ARG exhibit highlights PAFA’s national influence

The Arthur Ross Gallery’s (ARG) upcoming exhibit, “Expanding the Audience for Art in the Nineteenth Century at the Pennsylvania Academy of the Fine Arts,” highlights the Pennsylvania Academy of the Fine Arts’ (PAFA) influence in attracting more interest to the visual arts in the United States.

Opening on Friday, April 8, the exhibit features works by renowned artists such as Thomas Eakins, Maxfield Parrish, and Cecilia Beaux.

The exhibit, which runs through July 31, is a collaboration between Michael Leja, a professor in the Department of the History of Art in the School of Arts & Sciences, 13 students in his curatorial seminar, and PAFA and ARG staff.

“You never have 13 curators doing a show,” says Leja. “The conventional wisdom is that too many cooks spoil the broth. But they came together in an amazing way and made a feast.”

The students researched and selected items from PAFA’s collections and archives that illustrate the Academy’s efforts to draw in a larger and broader audience through new media, voices, and venues. 

The exhibition includes works produced through new media techniques in printmaking and photography, as well as art produced by women, celebrated African-American artist and former PAFA student Henry Ossawa Tanner, and Asian-American artists, such as Yasou Kuniyoshi and Ben Kamihira. 

As for new venues, the students selected for display PAFA’s plans for the building’s design by Philadelphia architect Frank Furness. The building was designed to be inviting as well as to handle large crowds. PAFA also made the advertising for its activities more attractive and creative.

“In the 19th century, there was a burgeoning middle class,” says Ramey Mize, a student in Leja’s class. “There was an industrial elite who were willing to be art patrons. The Pennsylvania Academy of Fine Arts was thinking about what type of audience they want to attract, and how they want to brand themselves to a mass audience.”

On Thursday, April 21, the ARG will be holding a public conversation with PAFA Archives Coordinator Hoang Tran along with three curatorial seminar students—Haely Chang, Tara Giangrande, and Annie Cross—who will discuss their research and how they selected items for the exhibit.

Programs and events related to the exhibition are scheduled through July. Admission is free. For details, visit the ARG website.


> What you should do
Among the entries that follow, find every line with the word "each" and copy it.

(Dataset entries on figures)
◇ ◇ ◇ ◇ ◇ ◇ ◇

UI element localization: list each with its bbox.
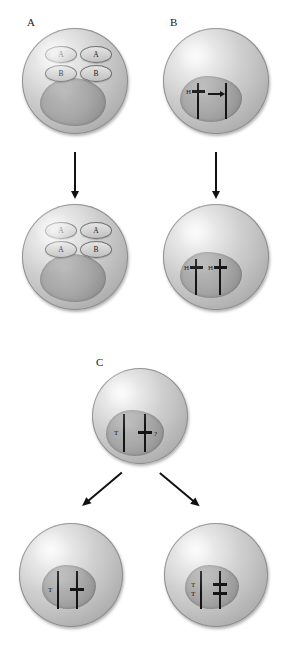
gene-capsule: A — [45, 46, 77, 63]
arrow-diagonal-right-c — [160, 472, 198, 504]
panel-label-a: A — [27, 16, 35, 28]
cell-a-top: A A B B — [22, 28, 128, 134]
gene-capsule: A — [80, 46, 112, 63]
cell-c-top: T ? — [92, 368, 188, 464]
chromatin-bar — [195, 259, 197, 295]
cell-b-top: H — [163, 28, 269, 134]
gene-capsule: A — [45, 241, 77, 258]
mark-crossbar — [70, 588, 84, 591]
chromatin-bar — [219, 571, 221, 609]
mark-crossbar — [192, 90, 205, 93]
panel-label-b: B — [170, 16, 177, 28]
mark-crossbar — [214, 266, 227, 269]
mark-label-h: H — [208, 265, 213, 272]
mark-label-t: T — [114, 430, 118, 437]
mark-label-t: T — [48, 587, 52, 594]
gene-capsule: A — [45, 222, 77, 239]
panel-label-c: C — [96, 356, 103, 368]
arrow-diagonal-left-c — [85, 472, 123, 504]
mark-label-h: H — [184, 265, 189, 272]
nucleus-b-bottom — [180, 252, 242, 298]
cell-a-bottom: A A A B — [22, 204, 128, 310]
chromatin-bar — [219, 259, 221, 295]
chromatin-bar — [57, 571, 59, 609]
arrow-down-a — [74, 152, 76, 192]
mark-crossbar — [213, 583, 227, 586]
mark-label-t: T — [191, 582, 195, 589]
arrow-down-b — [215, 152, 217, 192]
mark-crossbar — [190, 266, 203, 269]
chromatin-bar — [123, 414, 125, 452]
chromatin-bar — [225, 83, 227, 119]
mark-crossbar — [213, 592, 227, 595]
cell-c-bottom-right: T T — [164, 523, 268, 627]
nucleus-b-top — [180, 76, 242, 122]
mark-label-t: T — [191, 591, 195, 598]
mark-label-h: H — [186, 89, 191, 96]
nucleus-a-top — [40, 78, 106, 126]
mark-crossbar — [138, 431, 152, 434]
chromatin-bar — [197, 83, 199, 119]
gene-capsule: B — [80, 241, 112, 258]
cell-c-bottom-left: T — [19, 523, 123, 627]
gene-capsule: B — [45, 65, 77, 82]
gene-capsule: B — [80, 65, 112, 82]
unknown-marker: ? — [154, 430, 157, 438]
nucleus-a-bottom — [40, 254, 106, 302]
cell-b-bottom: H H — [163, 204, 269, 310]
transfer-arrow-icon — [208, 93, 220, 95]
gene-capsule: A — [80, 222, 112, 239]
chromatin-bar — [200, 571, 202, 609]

◇ ◇ ◇ ◇ ◇ ◇ ◇

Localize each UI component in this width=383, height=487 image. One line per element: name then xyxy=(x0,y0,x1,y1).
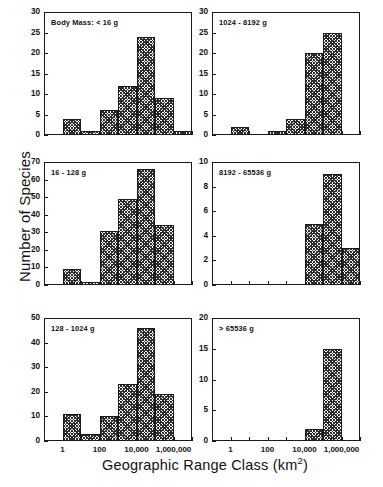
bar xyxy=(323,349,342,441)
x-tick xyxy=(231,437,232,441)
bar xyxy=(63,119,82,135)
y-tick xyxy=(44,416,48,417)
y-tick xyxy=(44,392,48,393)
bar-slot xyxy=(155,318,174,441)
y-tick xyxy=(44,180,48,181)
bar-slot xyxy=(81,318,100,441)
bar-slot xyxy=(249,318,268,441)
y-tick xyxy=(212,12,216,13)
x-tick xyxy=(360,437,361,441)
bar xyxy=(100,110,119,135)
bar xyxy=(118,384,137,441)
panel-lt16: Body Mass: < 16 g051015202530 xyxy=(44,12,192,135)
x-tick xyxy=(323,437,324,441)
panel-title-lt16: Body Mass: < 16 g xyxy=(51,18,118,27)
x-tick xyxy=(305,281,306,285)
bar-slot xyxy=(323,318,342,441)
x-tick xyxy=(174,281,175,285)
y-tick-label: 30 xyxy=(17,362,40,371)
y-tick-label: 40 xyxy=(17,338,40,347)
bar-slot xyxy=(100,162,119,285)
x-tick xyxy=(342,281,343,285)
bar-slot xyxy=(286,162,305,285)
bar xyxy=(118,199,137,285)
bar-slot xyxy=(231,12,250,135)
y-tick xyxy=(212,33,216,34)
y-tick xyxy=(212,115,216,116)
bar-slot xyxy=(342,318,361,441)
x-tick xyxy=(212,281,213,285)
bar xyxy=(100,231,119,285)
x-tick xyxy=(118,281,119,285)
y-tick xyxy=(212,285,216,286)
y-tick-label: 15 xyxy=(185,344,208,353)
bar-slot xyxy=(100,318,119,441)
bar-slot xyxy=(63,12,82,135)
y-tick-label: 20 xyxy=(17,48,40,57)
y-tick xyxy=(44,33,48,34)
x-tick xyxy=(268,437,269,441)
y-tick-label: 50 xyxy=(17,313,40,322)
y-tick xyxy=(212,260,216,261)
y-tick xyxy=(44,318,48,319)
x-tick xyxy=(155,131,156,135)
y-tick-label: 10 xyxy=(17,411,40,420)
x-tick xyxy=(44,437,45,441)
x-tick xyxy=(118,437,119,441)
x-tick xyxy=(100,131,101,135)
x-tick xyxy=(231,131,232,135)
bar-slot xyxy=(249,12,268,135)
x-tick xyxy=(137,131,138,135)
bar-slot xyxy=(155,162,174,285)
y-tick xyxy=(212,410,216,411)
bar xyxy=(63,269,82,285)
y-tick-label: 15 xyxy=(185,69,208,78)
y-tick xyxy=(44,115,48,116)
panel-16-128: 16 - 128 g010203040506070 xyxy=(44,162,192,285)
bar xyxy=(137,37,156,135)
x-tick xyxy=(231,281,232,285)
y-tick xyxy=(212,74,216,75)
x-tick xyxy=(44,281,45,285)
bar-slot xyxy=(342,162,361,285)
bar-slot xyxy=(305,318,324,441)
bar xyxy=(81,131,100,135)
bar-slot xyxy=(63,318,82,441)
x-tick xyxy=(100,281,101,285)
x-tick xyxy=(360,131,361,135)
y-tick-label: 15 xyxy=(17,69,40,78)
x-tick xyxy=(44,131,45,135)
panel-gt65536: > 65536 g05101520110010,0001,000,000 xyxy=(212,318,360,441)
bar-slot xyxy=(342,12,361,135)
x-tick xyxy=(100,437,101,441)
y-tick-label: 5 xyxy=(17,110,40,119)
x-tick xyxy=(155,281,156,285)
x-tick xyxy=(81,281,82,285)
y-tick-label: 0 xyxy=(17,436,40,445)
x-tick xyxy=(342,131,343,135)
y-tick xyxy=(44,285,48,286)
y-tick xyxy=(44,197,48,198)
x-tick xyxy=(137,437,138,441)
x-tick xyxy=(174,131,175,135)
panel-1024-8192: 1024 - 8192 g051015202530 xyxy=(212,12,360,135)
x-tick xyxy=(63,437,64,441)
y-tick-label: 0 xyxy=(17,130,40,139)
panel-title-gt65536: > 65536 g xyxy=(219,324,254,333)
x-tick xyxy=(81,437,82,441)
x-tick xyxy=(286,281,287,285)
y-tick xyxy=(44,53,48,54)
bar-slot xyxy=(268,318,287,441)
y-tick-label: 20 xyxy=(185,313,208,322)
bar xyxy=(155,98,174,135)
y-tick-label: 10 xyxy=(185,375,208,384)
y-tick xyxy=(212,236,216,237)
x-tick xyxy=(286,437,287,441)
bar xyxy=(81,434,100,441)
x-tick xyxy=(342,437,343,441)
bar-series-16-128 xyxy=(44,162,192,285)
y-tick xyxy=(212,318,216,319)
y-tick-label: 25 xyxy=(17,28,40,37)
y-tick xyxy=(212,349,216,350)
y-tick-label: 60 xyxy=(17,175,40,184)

◇ ◇ ◇ ◇ ◇ ◇ ◇

> Reply
UI element localization: list each with its bbox.
Localize each UI component in this width=383, height=487 image. One line per element: name then xyxy=(x0,y0,x1,y1).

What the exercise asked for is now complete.